I just got to see The Shining in a movie theatre on the big screen. One of the theater chains where I live plays old classics every Tuesday. I got to see The Princess Bride and Batman (the original with Michael Keaton), too. Unfortunately, I missed The Yellow Submarine but I got to see that at a film festival when I was 8, at least.
I caught something about the movie that I had missed up until now. The madness doesn't really start to descend on the family until Wendy and Danny reach the clearing at the end of the maze path. I only had a moment to study the screen but it looked as if you could draw a line down the middle of the maze and each side would be a reflection of the other. To me this symbolized a sort of gateway between the living world and the ghost world that the Overlook seemed to dually inhabit. This is also the moment where you see Jack towering over the small scale reproduction of the maze with a menacing glare as he looks down on it.
Later, Danny slips into the "other side" in the scene where he's on the floor playing with his trucks. After the ball rolls up to him the pattern on the carpet underneath him has changed orientation. The pattern has now become reversed. Room 237 is now unlocked on this side.
When Danny finally escapes Jack's pursuit at the climax of the film, he leads him back to the clearing in the maze. Danny returns to the gateway and comes back out the other side to safety.
I'm not saying I'm right but this helped me to visualize what was happening, at least some of it.
I know people point to the Calumet can as evidence that the movies story is referencing genocide but there were also tubs of Kool-Aid and Tang and Nabisco products. But I do understand Kubrick carefully designed every detail in his films. This led me to wonder why he included the cars on the road early on as the Torrance family traveles through the tunnel. Before they travel through the tunnel there's a car on the right side of the road. When they emerge on the other side of the tunnel there's a car on the other side of the road with its doors open, facing against traffic.
I caught something about the movie that I had missed up until now. The madness doesn't really start to descend on the family until Wendy and Danny reach the clearing at the end of the maze path. I only had a moment to study the screen but it looked as if you could draw a line down the middle of the maze and each side would be a reflection of the other. To me this symbolized a sort of gateway between the living world and the ghost world that the Overlook seemed to dually inhabit. This is also the moment where you see Jack towering over the small scale reproduction of the maze with a menacing glare as he looks down on it.
Later, Danny slips into the "other side" in the scene where he's on the floor playing with his trucks. After the ball rolls up to him the pattern on the carpet underneath him has changed orientation. The pattern has now become reversed. Room 237 is now unlocked on this side.
When Danny finally escapes Jack's pursuit at the climax of the film, he leads him back to the clearing in the maze. Danny returns to the gateway and comes back out the other side to safety.
I'm not saying I'm right but this helped me to visualize what was happening, at least some of it.

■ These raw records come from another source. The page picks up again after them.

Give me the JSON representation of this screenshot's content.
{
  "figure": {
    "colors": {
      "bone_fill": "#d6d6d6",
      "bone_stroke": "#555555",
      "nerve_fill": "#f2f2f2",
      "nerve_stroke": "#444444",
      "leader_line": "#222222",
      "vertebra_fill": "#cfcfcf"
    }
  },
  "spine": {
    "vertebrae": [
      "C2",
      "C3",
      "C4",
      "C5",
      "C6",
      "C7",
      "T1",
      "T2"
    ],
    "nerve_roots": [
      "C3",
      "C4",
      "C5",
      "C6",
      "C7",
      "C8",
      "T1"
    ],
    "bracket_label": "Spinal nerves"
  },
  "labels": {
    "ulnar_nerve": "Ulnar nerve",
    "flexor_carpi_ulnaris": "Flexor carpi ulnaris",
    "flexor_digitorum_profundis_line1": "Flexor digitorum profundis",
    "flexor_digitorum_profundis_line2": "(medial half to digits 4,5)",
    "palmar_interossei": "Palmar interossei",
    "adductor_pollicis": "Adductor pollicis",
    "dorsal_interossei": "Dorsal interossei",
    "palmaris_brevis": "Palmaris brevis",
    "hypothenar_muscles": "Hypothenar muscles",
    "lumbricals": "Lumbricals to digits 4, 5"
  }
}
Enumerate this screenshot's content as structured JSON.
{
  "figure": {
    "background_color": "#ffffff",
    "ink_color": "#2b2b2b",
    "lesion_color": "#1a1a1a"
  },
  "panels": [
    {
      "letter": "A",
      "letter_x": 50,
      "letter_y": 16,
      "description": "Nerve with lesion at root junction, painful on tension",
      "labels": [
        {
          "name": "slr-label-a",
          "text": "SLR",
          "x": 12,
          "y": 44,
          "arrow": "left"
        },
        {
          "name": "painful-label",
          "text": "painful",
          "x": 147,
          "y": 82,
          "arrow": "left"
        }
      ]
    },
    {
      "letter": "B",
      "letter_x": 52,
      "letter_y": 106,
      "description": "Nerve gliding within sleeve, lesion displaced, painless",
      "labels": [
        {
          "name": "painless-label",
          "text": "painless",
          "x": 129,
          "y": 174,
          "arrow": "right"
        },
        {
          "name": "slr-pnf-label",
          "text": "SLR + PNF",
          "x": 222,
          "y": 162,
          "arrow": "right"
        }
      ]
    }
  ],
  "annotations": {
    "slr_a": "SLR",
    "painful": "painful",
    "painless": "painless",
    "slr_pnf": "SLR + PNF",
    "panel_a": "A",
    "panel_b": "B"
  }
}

I know people point to the Calumet can as evidence that the movies story is referencing genocide but there were also tubs of Kool-Aid and Tang and Nabisco products. But I do understand Kubrick carefully designed every detail in his films. This led me to wonder why he included the cars on the road early on as the Torrance family traveles through the tunnel. Before they travel through the tunnel there's a car on the right side of the road. When they emerge on the other side of the tunnel there's a car on the other side of the road with its doors open, facing against traffic.